Mrs. Bean was a good housekeeper. Everything in the attic was piled up and packed away neatly. The floor was swept, and there were even clean little muslin curtains at the windows. “Neat as a new pin,” said Uncle Snedeker. “Let’s see, now, Snedeker; where’ll you begin, eh? Where’ll you start? That big chest in the corner looks like a likely place to find a silver teapot in, eh? Well, then—Whoosh!” he said suddenly, and began pawing at his face with both stands. “Spiders! Ugh, how I hate the nasty things!” For Mr. Webb had dropped from a rafter on to Uncle Snedeker’s nose, and had run down across his face and then jumped to the floor.

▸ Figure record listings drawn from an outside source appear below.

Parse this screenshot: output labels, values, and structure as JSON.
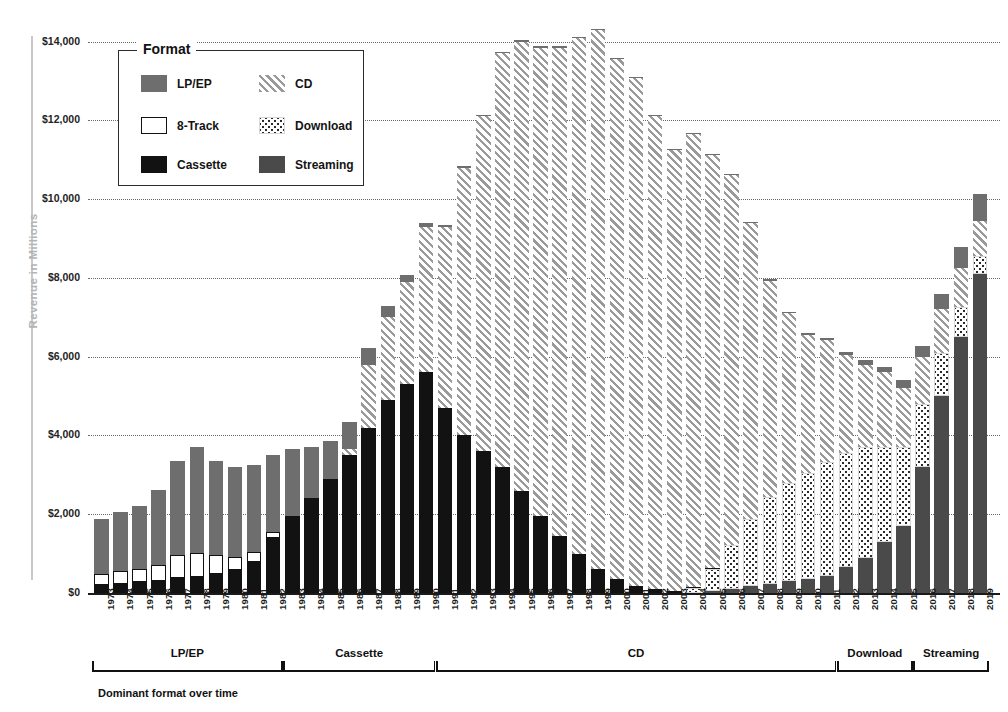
{
  "axes": {
    "ylabel": "Revenue in Millions",
    "yticks": [
      "$0",
      "$2,000",
      "$4,000",
      "$6,000",
      "$8,000",
      "$10,000",
      "$12,000",
      "$14,000"
    ],
    "ytick_values": [
      0,
      2000,
      4000,
      6000,
      8000,
      10000,
      12000,
      14000
    ]
  },
  "legend": {
    "title": "Format",
    "items": [
      {
        "label": "LP/EP",
        "key": "lpep",
        "swatch": "f-lpep"
      },
      {
        "label": "CD",
        "key": "cd",
        "swatch": "f-cd"
      },
      {
        "label": "8-Track",
        "key": "eighttrack",
        "swatch": "f-8track"
      },
      {
        "label": "Download",
        "key": "download",
        "swatch": "f-download"
      },
      {
        "label": "Cassette",
        "key": "cassette",
        "swatch": "f-cassette"
      },
      {
        "label": "Streaming",
        "key": "streaming",
        "swatch": "f-streaming"
      }
    ]
  },
  "brackets": {
    "caption": "Dominant format over time",
    "items": [
      {
        "label": "LP/EP",
        "start_year": 1973,
        "end_year": 1982
      },
      {
        "label": "Cassette",
        "start_year": 1983,
        "end_year": 1990
      },
      {
        "label": "CD",
        "start_year": 1991,
        "end_year": 2011
      },
      {
        "label": "Download",
        "start_year": 2012,
        "end_year": 2015
      },
      {
        "label": "Streaming",
        "start_year": 2016,
        "end_year": 2019
      }
    ]
  },
  "chart_data": {
    "type": "bar",
    "stacked": true,
    "title": "",
    "xlabel": "",
    "ylabel": "Revenue in Millions",
    "ylim": [
      0,
      14600
    ],
    "grid": "horizontal-dotted",
    "legend_position": "upper-left-inside",
    "stack_order_bottom_to_top": [
      "streaming",
      "download",
      "cassette",
      "cd",
      "eighttrack",
      "lpep"
    ],
    "categories": [
      "1973",
      "1974",
      "1975",
      "1976",
      "1977",
      "1978",
      "1979",
      "1980",
      "1981",
      "1982",
      "1983",
      "1984",
      "1985",
      "1986",
      "1987",
      "1988",
      "1989",
      "1990",
      "1991",
      "1992",
      "1993",
      "1994",
      "1995",
      "1996",
      "1997",
      "1998",
      "1999",
      "2000",
      "2001",
      "2002",
      "2003",
      "2004",
      "2005",
      "2006",
      "2007",
      "2008",
      "2009",
      "2010",
      "2011",
      "2012",
      "2013",
      "2014",
      "2015",
      "2016",
      "2017",
      "2018",
      "2019"
    ],
    "series": [
      {
        "name": "LP/EP",
        "key": "lpep",
        "values": [
          1400,
          1500,
          1600,
          1900,
          2400,
          2700,
          2400,
          2300,
          2200,
          1950,
          1700,
          1300,
          960,
          680,
          430,
          300,
          180,
          90,
          40,
          25,
          15,
          15,
          20,
          25,
          20,
          20,
          20,
          15,
          15,
          15,
          15,
          15,
          15,
          15,
          20,
          25,
          30,
          40,
          55,
          80,
          110,
          150,
          200,
          280,
          400,
          540,
          680
        ]
      },
      {
        "name": "8-Track",
        "key": "eighttrack",
        "values": [
          280,
          320,
          340,
          420,
          580,
          600,
          480,
          330,
          250,
          150,
          60,
          20,
          0,
          0,
          0,
          0,
          0,
          0,
          0,
          0,
          0,
          0,
          0,
          0,
          0,
          0,
          0,
          0,
          0,
          0,
          0,
          0,
          0,
          0,
          0,
          0,
          0,
          0,
          0,
          0,
          0,
          0,
          0,
          0,
          0,
          0,
          0
        ]
      },
      {
        "name": "Cassette",
        "key": "cassette",
        "values": [
          210,
          240,
          280,
          300,
          380,
          410,
          480,
          580,
          800,
          1400,
          1900,
          2400,
          2900,
          3500,
          4200,
          4900,
          5300,
          5600,
          4700,
          4000,
          3600,
          3200,
          2600,
          1950,
          1450,
          1000,
          600,
          350,
          180,
          100,
          50,
          25,
          15,
          10,
          5,
          5,
          3,
          2,
          0,
          0,
          0,
          0,
          0,
          0,
          0,
          0,
          0
        ]
      },
      {
        "name": "CD",
        "key": "cd",
        "values": [
          0,
          0,
          0,
          0,
          0,
          0,
          0,
          0,
          0,
          0,
          0,
          0,
          0,
          150,
          1600,
          2100,
          2600,
          3700,
          4600,
          6800,
          8500,
          10500,
          11400,
          11900,
          12400,
          13100,
          13700,
          13200,
          12900,
          12000,
          11200,
          11500,
          10500,
          9400,
          7500,
          5500,
          4300,
          3500,
          3100,
          2500,
          2100,
          1900,
          1500,
          1200,
          1100,
          1000,
          900
        ]
      },
      {
        "name": "Download",
        "key": "download",
        "values": [
          0,
          0,
          0,
          0,
          0,
          0,
          0,
          0,
          0,
          0,
          0,
          0,
          0,
          0,
          0,
          0,
          0,
          0,
          0,
          0,
          0,
          0,
          0,
          0,
          0,
          0,
          0,
          0,
          0,
          0,
          0,
          130,
          560,
          1100,
          1700,
          2200,
          2500,
          2700,
          2900,
          2900,
          2800,
          2400,
          2000,
          1600,
          1100,
          750,
          450
        ]
      },
      {
        "name": "Streaming",
        "key": "streaming",
        "values": [
          0,
          0,
          0,
          0,
          0,
          0,
          0,
          0,
          0,
          0,
          0,
          0,
          0,
          0,
          0,
          0,
          0,
          0,
          0,
          0,
          0,
          0,
          0,
          0,
          0,
          0,
          0,
          0,
          0,
          0,
          0,
          0,
          50,
          110,
          180,
          230,
          300,
          350,
          420,
          650,
          900,
          1300,
          1700,
          3200,
          5000,
          6500,
          8100
        ]
      }
    ]
  }
}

Uncle Snedeker brushed himself off, and then he picked up the candle and looked around, but didn’t see anything. If he had looked up, he would have seen Mrs. Webb, but he didn’t. He was just starting for the big chest when Mrs. Webb jumped.

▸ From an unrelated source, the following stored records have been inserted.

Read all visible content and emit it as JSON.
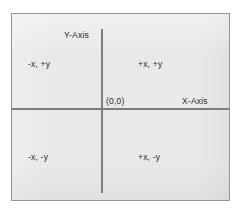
{
  "diagram": {
    "axis_labels": {
      "y": "Y-Axis",
      "x": "X-Axis"
    },
    "origin_label": "(0,0)",
    "quadrants": [
      {
        "name": "quadrant-1",
        "label": "+x, +y"
      },
      {
        "name": "quadrant-2",
        "label": "-x, +y"
      },
      {
        "name": "quadrant-3",
        "label": "-x, -y"
      },
      {
        "name": "quadrant-4",
        "label": "+x, -y"
      }
    ],
    "colors": {
      "page_background": "#ffffff",
      "plot_fill": "#e9e9e9",
      "plot_border": "#959595",
      "axis_line": "#7d7d7d",
      "label_text": "#2b2b2b"
    }
  },
  "chart_data": {
    "type": "scatter",
    "xlabel": "X-Axis",
    "ylabel": "Y-Axis",
    "grid": false,
    "legend": "none",
    "xlim": [
      -1,
      1
    ],
    "ylim": [
      -1,
      1
    ],
    "x": [],
    "y": [],
    "annotations": [
      {
        "text": "Y-Axis",
        "x": -0.12,
        "y": 0.92,
        "role": "axis-label"
      },
      {
        "text": "X-Axis",
        "x": 0.78,
        "y": 0.1,
        "role": "axis-label"
      },
      {
        "text": "(0,0)",
        "x": 0.06,
        "y": 0.1,
        "role": "origin-label"
      },
      {
        "text": "-x, +y",
        "x": -0.62,
        "y": 0.5,
        "role": "quadrant-label"
      },
      {
        "text": "+x, +y",
        "x": 0.38,
        "y": 0.5,
        "role": "quadrant-label"
      },
      {
        "text": "-x, -y",
        "x": -0.62,
        "y": -0.5,
        "role": "quadrant-label"
      },
      {
        "text": "+x, -y",
        "x": 0.38,
        "y": -0.5,
        "role": "quadrant-label"
      }
    ]
  }
}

Uncle Snedeker was pretty bald, and Mrs. Webb landed on the top of his head and skidded halfway down his forehead before her feet took hold properly. She ran down his face and jumped just as Mr. Webb had done. Then she and her husband climbed back on to the rafter, all ready for another jump, if it should be necessary.
But it wasn’t necessary. For Uncle Snedeker was still saying “Whoosh!” and “Phow!” and all the other things people say when bugs drop on them, when Jinx gave a low ghostly moan. Uncle Snedeker dropped his candle and bolted down the stairs and slammed the door at the foot of them behind him.
Well, they had saved the teapot for the time being, but Jinx was certainly worse off than he had been before, for he was shut in the attic with no way to get out. Of course he could sit down and howl, and if he howled long enough, somebody would come and let him out. But he had an idea it would probably be Aunt Effie who would come, and Aunt Effie was entirely too handy with a broom.
He talked it over with the Webbs, but they couldn’t think of anything. “I tell you what I’ll do though, Jinx,” said Mr. Webb. “I’ll go on down to the pigpen and tell Freddy. Maybe he can organize a rescue party.”
But Jinx said no. There was a heavy dew that night, and although it was nothing that would have bothered you or me, a spider would be certain to step into a dozen puddles that were over his ankles. And Mr. Webb was subject to colds. He had had one cold after another all that spring.
Mrs. Webb was much relieved. “I’d rather Webb didn’t go, and that’s the truth,” she said. “He feels so bad when he has a cold, and then he sneezes all the time, and the flies hear him and get away. You know yourself, Jinx, it’s no use going out hunting if you’re sneezing every two seconds. It got so the flies just laughed at him. They sat in rows on the wall and waited for him to sneeze and they laughed their heads off. They even invited their friends to come hear the sneezing spider. You can’t imagine how trying it was.”
“Jinx doesn’t want to hear about our troubles, Mother,” said Mr. Webb. “Besides, that’s all over now.”
“I just wanted him to understand why I thought you oughtn’t to go,” said Mrs. Webb. “But goodness, I’ll go down and tell Freddy myself. A breath of air’ll do me good.”
But Jinx wouldn’t hear of it. “No indeed, ma’am,” he said. “I certainly won’t let a lady do a thing I can’t do myself. No, no; I’ll just curl up here on this old mattress and Webb can see Freddy in the morning.” And so they left it at that.